🤖 AI Summary
To address the scarcity of radar signals in shared spectrum bands (e.g., CBRS), which severely limits AI model training, this paper proposes the first unconditional diffusion-based generative framework for multi-class radio-frequency (RF) spectrograms—jointly synthesizing LTE, 5G, and diverse radar signals. The method overcomes critical bottlenecks: difficulty in acquiring real-world RF data, high annotation costs, and severe class imbalance. It significantly improves statistical and structural fidelity of generated spectrograms, as validated by SSIM and PSNR metrics. The synthesized spectrograms are highly realistic; when used for pretraining radar detection models, convergence accelerates by 51.5%, while generalization capability and detection performance markedly improve. This work establishes a scalable data generation paradigm for low-resource RF sensing tasks, advancing intelligent interference mitigation and dynamic spectrum access in spectrum-sharing scenarios.
📝 Abstract
The growing demand for effective spectrum management and interference mitigation in shared bands, such as the Citizens Broadband Radio Service (CBRS), requires robust radar detection algorithms to protect the military transmission from interference due to commercial wireless transmission. These algorithms, in turn, depend on large, diverse, and carefully labeled spectrogram datasets. However, collecting and annotating real-world radio frequency (RF) spectrogram data remains a significant challenge, as radar signals are rare, and their occurrences are infrequent. This challenge makes the creation of balanced datasets difficult, limiting the performance and generalizability of AI models in this domain.
To address this critical issue, we propose a diffusion-based generative model for synthesizing realistic and diverse spectrograms of five distinct categories that integrate LTE, 5G, and radar signals within the CBRS band. We conduct a structural and statistical fidelity analysis of the generated spectrograms using widely accepted evaluation metrics Structural Similarity Index Measure (SSIM) and Peak Signal-to-Noise Ratio (PSNR), to quantify their divergence from the training data. Furthermore, we demonstrate that pre-training on the generated spectrograms significantly improves training efficiency on a real-world radar detection task by enabling $51.5%$ faster convergence.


## The problem:
Transcribe all the lines below exactly. Omit the pictures.

Segment Open

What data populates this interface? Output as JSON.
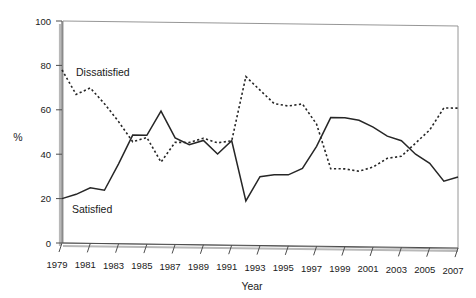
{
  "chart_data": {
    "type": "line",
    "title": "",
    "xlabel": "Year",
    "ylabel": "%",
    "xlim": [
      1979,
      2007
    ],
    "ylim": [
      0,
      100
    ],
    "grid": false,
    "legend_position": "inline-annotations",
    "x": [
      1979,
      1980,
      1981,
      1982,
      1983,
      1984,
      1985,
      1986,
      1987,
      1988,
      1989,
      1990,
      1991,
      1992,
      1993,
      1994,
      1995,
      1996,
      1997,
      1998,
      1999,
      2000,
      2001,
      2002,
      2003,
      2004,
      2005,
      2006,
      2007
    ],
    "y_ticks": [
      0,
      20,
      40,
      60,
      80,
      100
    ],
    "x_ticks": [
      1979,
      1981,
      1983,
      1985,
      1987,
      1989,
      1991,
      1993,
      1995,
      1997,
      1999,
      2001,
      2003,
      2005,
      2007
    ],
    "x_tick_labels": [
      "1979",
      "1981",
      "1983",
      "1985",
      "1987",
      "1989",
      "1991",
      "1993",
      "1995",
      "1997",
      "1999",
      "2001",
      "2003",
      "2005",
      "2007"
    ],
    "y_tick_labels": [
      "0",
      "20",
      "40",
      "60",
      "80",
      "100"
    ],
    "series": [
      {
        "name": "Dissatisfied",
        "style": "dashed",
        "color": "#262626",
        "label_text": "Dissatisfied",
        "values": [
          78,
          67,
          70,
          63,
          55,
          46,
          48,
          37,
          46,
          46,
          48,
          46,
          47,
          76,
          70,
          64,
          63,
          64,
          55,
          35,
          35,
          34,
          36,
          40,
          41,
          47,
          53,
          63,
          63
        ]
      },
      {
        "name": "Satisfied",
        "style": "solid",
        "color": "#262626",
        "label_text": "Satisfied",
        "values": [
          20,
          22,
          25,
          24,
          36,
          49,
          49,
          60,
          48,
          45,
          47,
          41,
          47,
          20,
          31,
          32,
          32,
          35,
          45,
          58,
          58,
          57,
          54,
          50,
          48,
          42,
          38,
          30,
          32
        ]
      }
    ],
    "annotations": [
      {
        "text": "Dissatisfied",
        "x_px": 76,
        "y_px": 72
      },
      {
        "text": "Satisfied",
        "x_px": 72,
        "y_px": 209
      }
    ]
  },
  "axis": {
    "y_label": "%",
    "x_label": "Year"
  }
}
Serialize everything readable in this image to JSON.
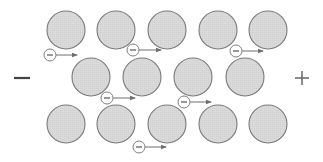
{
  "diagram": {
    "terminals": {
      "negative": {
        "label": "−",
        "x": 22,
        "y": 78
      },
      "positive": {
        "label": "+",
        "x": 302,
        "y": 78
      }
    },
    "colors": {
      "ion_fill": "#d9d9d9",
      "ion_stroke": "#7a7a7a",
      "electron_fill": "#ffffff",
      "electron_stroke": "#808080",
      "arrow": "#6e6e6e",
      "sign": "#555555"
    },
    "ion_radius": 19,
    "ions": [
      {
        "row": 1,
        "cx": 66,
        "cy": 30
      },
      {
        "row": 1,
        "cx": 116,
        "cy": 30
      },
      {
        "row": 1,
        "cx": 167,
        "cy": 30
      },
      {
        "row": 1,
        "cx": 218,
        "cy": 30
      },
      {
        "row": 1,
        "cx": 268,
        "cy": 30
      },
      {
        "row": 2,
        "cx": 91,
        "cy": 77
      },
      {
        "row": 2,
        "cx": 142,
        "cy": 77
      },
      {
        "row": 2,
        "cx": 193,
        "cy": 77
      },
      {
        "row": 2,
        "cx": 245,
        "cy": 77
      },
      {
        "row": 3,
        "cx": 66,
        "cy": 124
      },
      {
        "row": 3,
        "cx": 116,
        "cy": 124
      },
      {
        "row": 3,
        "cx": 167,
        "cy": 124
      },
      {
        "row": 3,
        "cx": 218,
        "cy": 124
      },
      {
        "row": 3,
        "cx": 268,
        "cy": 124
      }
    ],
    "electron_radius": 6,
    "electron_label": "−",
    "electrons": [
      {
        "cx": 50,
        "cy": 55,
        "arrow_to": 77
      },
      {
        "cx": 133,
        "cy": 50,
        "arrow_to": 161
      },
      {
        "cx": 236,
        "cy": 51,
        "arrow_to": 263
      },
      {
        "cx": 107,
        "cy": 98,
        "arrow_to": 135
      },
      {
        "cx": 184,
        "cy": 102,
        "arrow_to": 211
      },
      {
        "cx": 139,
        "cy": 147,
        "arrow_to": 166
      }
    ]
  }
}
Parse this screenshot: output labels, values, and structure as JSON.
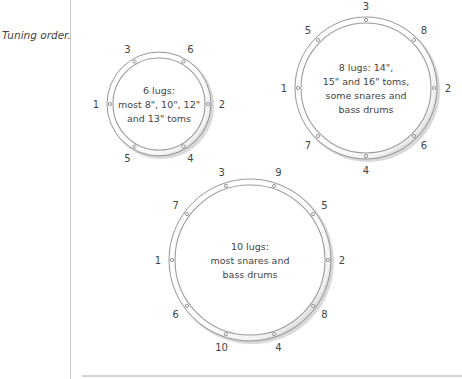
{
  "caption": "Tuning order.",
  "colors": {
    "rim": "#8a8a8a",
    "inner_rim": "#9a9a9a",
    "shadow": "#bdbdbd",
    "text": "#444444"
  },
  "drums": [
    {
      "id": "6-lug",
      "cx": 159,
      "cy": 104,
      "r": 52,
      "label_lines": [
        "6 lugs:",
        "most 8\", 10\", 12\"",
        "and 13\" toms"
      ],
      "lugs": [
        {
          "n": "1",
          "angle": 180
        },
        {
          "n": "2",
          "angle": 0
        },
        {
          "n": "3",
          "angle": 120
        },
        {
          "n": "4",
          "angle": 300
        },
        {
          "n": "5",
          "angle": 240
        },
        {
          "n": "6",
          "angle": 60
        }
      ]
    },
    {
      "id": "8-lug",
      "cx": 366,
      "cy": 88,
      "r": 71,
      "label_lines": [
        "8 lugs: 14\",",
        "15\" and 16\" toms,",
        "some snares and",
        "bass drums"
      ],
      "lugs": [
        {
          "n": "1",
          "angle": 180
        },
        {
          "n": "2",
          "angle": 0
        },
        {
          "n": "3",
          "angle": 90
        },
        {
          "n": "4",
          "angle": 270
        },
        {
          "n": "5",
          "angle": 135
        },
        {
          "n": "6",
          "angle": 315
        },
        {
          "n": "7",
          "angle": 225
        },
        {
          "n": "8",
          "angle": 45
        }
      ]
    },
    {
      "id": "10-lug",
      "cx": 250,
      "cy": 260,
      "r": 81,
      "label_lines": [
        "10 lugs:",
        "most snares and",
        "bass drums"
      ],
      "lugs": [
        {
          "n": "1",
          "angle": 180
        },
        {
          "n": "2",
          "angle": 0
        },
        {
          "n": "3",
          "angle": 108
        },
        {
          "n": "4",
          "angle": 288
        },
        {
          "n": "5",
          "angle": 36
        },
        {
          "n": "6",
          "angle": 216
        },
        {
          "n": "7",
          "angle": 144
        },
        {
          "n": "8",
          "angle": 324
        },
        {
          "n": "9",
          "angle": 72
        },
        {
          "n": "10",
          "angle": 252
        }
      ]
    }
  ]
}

Segment Closed

## Your response:
What data populates this interface? Output as JSON.
{
  "chart_data": {
    "type": "line",
    "title": "",
    "xlabel": "Year",
    "ylabel": "%",
    "xlim": [
      1979,
      2007
    ],
    "ylim": [
      0,
      100
    ],
    "grid": false,
    "legend_position": "inline-annotations",
    "x": [
      1979,
      1980,
      1981,
      1982,
      1983,
      1984,
      1985,
      1986,
      1987,
      1988,
      1989,
      1990,
      1991,
      1992,
      1993,
      1994,
      1995,
      1996,
      1997,
      1998,
      1999,
      2000,
      2001,
      2002,
      2003,
      2004,
      2005,
      2006,
      2007
    ],
    "y_ticks": [
      0,
      20,
      40,
      60,
      80,
      100
    ],
    "x_ticks": [
      1979,
      1981,
      1983,
      1985,
      1987,
      1989,
      1991,
      1993,
      1995,
      1997,
      1999,
      2001,
      2003,
      2005,
      2007
    ],
    "x_tick_labels": [
      "1979",
      "1981",
      "1983",
      "1985",
      "1987",
      "1989",
      "1991",
      "1993",
      "1995",
      "1997",
      "1999",
      "2001",
      "2003",
      "2005",
      "2007"
    ],
    "y_tick_labels": [
      "0",
      "20",
      "40",
      "60",
      "80",
      "100"
    ],
    "series": [
      {
        "name": "Dissatisfied",
        "style": "dashed",
        "color": "#262626",
        "label_text": "Dissatisfied",
        "values": [
          78,
          67,
          70,
          63,
          55,
          46,
          48,
          37,
          46,
          46,
          48,
          46,
          47,
          76,
          70,
          64,
          63,
          64,
          55,
          35,
          35,
          34,
          36,
          40,
          41,
          47,
          53,
          63,
          63
        ]
      },
      {
        "name": "Satisfied",
        "style": "solid",
        "color": "#262626",
        "label_text": "Satisfied",
        "values": [
          20,
          22,
          25,
          24,
          36,
          49,
          49,
          60,
          48,
          45,
          47,
          41,
          47,
          20,
          31,
          32,
          32,
          35,
          45,
          58,
          58,
          57,
          54,
          50,
          48,
          42,
          38,
          30,
          32
        ]
      }
    ],
    "annotations": [
      {
        "text": "Dissatisfied",
        "x_px": 76,
        "y_px": 72
      },
      {
        "text": "Satisfied",
        "x_px": 72,
        "y_px": 209
      }
    ]
  },
  "axis": {
    "y_label": "%",
    "x_label": "Year"
  }
}
Serialize everything readable in this image to JSON.
{
  "diagram": {
    "terminals": {
      "negative": {
        "label": "−",
        "x": 22,
        "y": 78
      },
      "positive": {
        "label": "+",
        "x": 302,
        "y": 78
      }
    },
    "colors": {
      "ion_fill": "#d9d9d9",
      "ion_stroke": "#7a7a7a",
      "electron_fill": "#ffffff",
      "electron_stroke": "#808080",
      "arrow": "#6e6e6e",
      "sign": "#555555"
    },
    "ion_radius": 19,
    "ions": [
      {
        "row": 1,
        "cx": 66,
        "cy": 30
      },
      {
        "row": 1,
        "cx": 116,
        "cy": 30
      },
      {
        "row": 1,
        "cx": 167,
        "cy": 30
      },
      {
        "row": 1,
        "cx": 218,
        "cy": 30
      },
      {
        "row": 1,
        "cx": 268,
        "cy": 30
      },
      {
        "row": 2,
        "cx": 91,
        "cy": 77
      },
      {
        "row": 2,
        "cx": 142,
        "cy": 77
      },
      {
        "row": 2,
        "cx": 193,
        "cy": 77
      },
      {
        "row": 2,
        "cx": 245,
        "cy": 77
      },
      {
        "row": 3,
        "cx": 66,
        "cy": 124
      },
      {
        "row": 3,
        "cx": 116,
        "cy": 124
      },
      {
        "row": 3,
        "cx": 167,
        "cy": 124
      },
      {
        "row": 3,
        "cx": 218,
        "cy": 124
      },
      {
        "row": 3,
        "cx": 268,
        "cy": 124
      }
    ],
    "electron_radius": 6,
    "electron_label": "−",
    "electrons": [
      {
        "cx": 50,
        "cy": 55,
        "arrow_to": 77
      },
      {
        "cx": 133,
        "cy": 50,
        "arrow_to": 161
      },
      {
        "cx": 236,
        "cy": 51,
        "arrow_to": 263
      },
      {
        "cx": 107,
        "cy": 98,
        "arrow_to": 135
      },
      {
        "cx": 184,
        "cy": 102,
        "arrow_to": 211
      },
      {
        "cx": 139,
        "cy": 147,
        "arrow_to": 166
      }
    ]
  }
}
Parse this screenshot: output labels, values, and structure as JSON.
{
  "caption": "Tuning order.",
  "colors": {
    "rim": "#8a8a8a",
    "inner_rim": "#9a9a9a",
    "shadow": "#bdbdbd",
    "text": "#444444"
  },
  "drums": [
    {
      "id": "6-lug",
      "cx": 159,
      "cy": 104,
      "r": 52,
      "label_lines": [
        "6 lugs:",
        "most 8\", 10\", 12\"",
        "and 13\" toms"
      ],
      "lugs": [
        {
          "n": "1",
          "angle": 180
        },
        {
          "n": "2",
          "angle": 0
        },
        {
          "n": "3",
          "angle": 120
        },
        {
          "n": "4",
          "angle": 300
        },
        {
          "n": "5",
          "angle": 240
        },
        {
          "n": "6",
          "angle": 60
        }
      ]
    },
    {
      "id": "8-lug",
      "cx": 366,
      "cy": 88,
      "r": 71,
      "label_lines": [
        "8 lugs: 14\",",
        "15\" and 16\" toms,",
        "some snares and",
        "bass drums"
      ],
      "lugs": [
        {
          "n": "1",
          "angle": 180
        },
        {
          "n": "2",
          "angle": 0
        },
        {
          "n": "3",
          "angle": 90
        },
        {
          "n": "4",
          "angle": 270
        },
        {
          "n": "5",
          "angle": 135
        },
        {
          "n": "6",
          "angle": 315
        },
        {
          "n": "7",
          "angle": 225
        },
        {
          "n": "8",
          "angle": 45
        }
      ]
    },
    {
      "id": "10-lug",
      "cx": 250,
      "cy": 260,
      "r": 81,
      "label_lines": [
        "10 lugs:",
        "most snares and",
        "bass drums"
      ],
      "lugs": [
        {
          "n": "1",
          "angle": 180
        },
        {
          "n": "2",
          "angle": 0
        },
        {
          "n": "3",
          "angle": 108
        },
        {
          "n": "4",
          "angle": 288
        },
        {
          "n": "5",
          "angle": 36
        },
        {
          "n": "6",
          "angle": 216
        },
        {
          "n": "7",
          "angle": 144
        },
        {
          "n": "8",
          "angle": 324
        },
        {
          "n": "9",
          "angle": 72
        },
        {
          "n": "10",
          "angle": 252
        }
      ]
    }
  ]
}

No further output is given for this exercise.